Le 66

Le 66 is an opérette in one act of 1856 with music by Jacques Offenbach. The French libretto was by Auguste Pittaud de Forges and Laurencin (Paul Aimé Chapelle).[1] Gänzl describes the work as "in the rustic vein of Le violoneux and Le mariage aux lanternes".[2]

Performance history

The premiere was at the Théâtre des Bouffes Parisiens (Salle Lacaze) Paris, on 31 July 1856, one of nine one-acters produced by the Bouffes Parisiens that year. Le 66 remained in the Bouffes Parisiens repertoire, and was played by them in Vienna in 1862. It had already been seen at the Carltheater in that city in 1859, was produced in Budapest in 1860, and mounted in London in 1865 and 1876. It was revived in Paris in 1984 at the Studio Bertrand alongside Pépito.[2]

Contemporary critics particularly admired in the score the romance and tyrolienne and the entry song of the colporteur.[3]

Roles

Role Voice type Premiere Cast, 31 July 1856[3]
(Conductor: Jacques Offenbach)
Frantz, a young Tyrolean, travelling singer tenor Gerpré
Grittly, his cousin, travelling singer soprano Maréschal
Joseph Berthold baritone Guyot

Synopsis

En route for Strasbourg two starving travellers reach the outskirts of Stuttgart. Grittly has learnt that her sister is in great distress and set off to see her; Frantz has gone with her. On meeting a pedlar on the road Frantz wins 100,000 florins in a lottery with the ticket 66. He borrows money from the pedlar and goes off to the town on a spending spree, returning in expensive grotesque clothes. Grittly and he argue – and then discover that the ticket is actually 99. However, the pedlar turns out to be a rich long-lost relation (and husband of Grittly's sister) who wanted to give Frantz a lesson in the dangers of extravagance.[3]

Musical numbers

References

Notes
  1. Lamb A. Jacques Offenbach (List of stage works). In: The New Grove Dictionary of Opera. Macmillan, London and New York, 1997.
  2. 1 2 Gänzl K. Le 66. In: The Encyclopaedia of the Musical Theatre. Blackwell, Oxford, 1994.
  3. 1 2 3 Yon, Jean-Claude. Jacques Offenbach. Éditions Gallimard, Paris, 2000.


WHAT YOU SHOULD DO: Filter out every line below that lacks "Home", and copy the rest.

GIVEN ENTRIES:
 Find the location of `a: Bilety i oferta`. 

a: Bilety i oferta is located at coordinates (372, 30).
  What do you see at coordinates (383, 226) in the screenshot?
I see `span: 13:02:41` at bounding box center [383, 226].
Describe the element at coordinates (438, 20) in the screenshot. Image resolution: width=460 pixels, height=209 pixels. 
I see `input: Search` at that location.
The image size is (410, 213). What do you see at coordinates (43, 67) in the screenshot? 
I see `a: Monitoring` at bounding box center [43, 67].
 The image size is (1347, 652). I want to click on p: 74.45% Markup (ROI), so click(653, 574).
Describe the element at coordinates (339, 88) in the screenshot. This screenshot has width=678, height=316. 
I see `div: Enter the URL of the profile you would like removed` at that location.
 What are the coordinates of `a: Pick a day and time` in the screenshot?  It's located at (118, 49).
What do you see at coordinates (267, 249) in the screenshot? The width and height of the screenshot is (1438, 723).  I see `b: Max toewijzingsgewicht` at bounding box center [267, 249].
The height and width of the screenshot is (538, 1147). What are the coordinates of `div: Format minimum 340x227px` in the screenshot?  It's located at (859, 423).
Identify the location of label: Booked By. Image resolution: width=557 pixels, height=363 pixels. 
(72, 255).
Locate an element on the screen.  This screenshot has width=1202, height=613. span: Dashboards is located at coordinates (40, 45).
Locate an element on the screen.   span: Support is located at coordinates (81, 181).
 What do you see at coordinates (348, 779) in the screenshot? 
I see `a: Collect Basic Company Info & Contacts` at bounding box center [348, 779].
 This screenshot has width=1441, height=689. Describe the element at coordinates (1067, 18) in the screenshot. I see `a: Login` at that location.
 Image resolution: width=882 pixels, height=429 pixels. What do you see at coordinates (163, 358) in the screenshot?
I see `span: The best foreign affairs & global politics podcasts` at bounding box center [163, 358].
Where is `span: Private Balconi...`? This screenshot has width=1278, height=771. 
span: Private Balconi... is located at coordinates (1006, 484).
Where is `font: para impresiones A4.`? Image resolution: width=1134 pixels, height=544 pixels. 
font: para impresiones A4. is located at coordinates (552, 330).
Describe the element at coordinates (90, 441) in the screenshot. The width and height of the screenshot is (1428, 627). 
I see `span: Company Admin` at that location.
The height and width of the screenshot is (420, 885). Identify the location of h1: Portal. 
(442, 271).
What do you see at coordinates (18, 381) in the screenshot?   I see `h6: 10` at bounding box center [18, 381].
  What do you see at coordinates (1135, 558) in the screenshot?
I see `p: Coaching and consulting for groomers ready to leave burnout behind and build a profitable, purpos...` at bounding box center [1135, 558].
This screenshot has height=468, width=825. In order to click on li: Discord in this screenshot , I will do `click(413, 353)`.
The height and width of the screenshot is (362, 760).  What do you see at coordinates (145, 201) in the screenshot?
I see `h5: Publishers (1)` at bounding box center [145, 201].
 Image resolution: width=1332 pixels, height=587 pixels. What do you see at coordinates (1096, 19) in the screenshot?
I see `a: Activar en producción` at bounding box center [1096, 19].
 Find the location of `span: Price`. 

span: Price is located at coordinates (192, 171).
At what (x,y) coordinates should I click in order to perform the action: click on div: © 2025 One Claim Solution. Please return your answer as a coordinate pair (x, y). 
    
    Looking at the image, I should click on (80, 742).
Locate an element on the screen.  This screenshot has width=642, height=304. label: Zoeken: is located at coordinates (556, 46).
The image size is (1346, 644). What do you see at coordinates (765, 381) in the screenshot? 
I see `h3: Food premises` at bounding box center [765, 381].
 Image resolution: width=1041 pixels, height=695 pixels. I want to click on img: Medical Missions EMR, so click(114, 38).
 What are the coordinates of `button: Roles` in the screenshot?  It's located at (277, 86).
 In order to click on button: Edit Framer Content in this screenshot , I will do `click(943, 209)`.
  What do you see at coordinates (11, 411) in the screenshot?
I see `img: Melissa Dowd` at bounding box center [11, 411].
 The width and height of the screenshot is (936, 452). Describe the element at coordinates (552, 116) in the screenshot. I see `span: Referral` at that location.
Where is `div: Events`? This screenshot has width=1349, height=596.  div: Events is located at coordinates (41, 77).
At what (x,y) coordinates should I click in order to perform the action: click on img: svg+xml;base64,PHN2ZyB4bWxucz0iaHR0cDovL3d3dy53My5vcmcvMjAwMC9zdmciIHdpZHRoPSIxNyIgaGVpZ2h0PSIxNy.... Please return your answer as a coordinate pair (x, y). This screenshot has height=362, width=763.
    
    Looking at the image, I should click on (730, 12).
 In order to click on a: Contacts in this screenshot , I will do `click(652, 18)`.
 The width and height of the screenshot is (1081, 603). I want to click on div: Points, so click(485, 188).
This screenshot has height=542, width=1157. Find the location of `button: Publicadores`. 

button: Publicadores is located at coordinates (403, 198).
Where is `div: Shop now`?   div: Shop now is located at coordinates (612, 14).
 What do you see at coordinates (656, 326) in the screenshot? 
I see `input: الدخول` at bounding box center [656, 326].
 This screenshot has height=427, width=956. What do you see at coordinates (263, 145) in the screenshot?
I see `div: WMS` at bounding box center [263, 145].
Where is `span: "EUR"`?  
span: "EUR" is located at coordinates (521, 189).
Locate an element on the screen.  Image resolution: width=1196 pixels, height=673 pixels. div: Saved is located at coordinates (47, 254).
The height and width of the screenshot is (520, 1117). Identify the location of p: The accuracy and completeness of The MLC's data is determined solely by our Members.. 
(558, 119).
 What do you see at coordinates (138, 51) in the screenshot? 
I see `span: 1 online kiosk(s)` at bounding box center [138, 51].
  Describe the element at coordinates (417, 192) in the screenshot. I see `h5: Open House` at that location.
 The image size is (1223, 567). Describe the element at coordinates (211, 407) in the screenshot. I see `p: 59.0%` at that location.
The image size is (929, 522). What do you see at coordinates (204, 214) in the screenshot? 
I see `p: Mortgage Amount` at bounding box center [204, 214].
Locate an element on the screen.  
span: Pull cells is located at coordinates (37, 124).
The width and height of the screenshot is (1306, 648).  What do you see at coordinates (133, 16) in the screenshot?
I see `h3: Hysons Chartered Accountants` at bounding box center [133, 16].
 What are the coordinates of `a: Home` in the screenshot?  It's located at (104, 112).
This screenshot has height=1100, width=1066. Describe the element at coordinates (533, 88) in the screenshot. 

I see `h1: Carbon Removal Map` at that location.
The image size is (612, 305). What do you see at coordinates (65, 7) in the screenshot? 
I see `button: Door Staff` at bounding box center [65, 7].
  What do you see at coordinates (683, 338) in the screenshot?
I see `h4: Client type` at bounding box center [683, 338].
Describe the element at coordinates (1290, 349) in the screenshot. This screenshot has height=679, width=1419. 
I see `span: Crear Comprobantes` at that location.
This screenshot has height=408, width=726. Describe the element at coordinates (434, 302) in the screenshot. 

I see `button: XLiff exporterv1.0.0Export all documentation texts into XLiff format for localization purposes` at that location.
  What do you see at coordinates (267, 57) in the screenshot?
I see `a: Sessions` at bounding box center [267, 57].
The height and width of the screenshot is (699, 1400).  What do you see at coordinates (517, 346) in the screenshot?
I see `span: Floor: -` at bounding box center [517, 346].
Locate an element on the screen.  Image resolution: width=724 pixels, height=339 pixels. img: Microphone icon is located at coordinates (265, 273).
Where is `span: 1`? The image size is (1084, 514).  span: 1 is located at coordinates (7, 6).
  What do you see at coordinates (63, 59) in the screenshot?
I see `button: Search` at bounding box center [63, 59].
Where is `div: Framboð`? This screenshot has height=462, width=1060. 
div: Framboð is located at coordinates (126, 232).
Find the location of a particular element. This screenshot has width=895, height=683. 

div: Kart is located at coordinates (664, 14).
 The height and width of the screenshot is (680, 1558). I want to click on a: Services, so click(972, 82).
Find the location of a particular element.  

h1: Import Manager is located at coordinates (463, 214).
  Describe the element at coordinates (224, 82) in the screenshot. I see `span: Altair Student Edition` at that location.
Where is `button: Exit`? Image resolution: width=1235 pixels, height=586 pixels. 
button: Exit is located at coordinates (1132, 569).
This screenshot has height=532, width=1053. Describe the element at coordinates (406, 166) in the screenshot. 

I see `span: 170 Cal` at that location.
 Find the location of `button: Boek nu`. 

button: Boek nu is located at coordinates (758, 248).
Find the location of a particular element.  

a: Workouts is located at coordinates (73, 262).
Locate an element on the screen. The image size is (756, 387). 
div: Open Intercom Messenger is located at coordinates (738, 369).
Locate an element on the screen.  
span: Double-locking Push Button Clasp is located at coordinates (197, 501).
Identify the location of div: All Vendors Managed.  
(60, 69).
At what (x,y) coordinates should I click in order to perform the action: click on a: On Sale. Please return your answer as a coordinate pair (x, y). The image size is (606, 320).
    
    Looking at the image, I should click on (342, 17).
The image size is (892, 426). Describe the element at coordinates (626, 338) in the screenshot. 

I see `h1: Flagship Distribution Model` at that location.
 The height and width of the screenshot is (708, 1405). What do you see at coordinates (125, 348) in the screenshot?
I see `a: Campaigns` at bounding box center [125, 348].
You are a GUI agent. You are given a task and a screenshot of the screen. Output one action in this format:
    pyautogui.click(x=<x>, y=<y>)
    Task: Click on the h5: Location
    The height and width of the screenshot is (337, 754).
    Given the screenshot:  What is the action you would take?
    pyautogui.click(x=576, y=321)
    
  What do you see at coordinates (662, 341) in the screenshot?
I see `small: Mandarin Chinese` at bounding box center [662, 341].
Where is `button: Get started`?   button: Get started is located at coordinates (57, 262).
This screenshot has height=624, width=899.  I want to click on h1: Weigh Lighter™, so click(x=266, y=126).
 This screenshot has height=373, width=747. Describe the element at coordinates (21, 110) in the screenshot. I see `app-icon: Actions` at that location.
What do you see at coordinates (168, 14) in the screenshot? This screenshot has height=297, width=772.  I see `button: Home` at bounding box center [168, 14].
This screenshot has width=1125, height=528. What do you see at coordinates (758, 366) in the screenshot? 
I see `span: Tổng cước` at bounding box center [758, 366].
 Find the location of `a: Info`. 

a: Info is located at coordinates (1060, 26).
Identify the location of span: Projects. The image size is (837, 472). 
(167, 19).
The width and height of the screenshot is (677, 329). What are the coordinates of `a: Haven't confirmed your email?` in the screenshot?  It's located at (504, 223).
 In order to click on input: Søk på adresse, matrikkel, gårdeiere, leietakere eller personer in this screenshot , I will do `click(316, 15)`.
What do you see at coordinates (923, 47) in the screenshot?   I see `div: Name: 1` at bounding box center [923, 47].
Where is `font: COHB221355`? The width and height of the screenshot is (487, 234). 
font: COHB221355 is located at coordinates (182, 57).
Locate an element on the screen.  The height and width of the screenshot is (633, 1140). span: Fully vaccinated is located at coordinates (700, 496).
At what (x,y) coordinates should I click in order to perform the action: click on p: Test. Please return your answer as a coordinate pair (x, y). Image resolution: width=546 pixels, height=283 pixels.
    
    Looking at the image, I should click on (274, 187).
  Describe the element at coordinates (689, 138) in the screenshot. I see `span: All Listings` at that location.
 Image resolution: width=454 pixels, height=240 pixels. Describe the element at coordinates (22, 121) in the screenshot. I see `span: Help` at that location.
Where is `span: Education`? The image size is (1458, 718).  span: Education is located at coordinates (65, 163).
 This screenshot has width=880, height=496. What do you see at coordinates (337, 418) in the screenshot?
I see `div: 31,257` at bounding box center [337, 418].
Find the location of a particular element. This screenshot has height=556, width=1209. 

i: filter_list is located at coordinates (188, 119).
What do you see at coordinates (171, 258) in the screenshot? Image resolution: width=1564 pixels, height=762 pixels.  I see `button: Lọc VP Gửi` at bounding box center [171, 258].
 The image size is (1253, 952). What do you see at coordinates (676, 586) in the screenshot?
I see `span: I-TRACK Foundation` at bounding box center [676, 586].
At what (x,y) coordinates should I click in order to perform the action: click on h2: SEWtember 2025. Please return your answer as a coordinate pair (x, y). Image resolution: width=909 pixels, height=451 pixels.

RESULT OF THIS EXERCISE:
 What are the coordinates of `a: Home` in the screenshot?  It's located at (104, 112).
What do you see at coordinates (168, 14) in the screenshot? This screenshot has height=297, width=772.  I see `button: Home` at bounding box center [168, 14].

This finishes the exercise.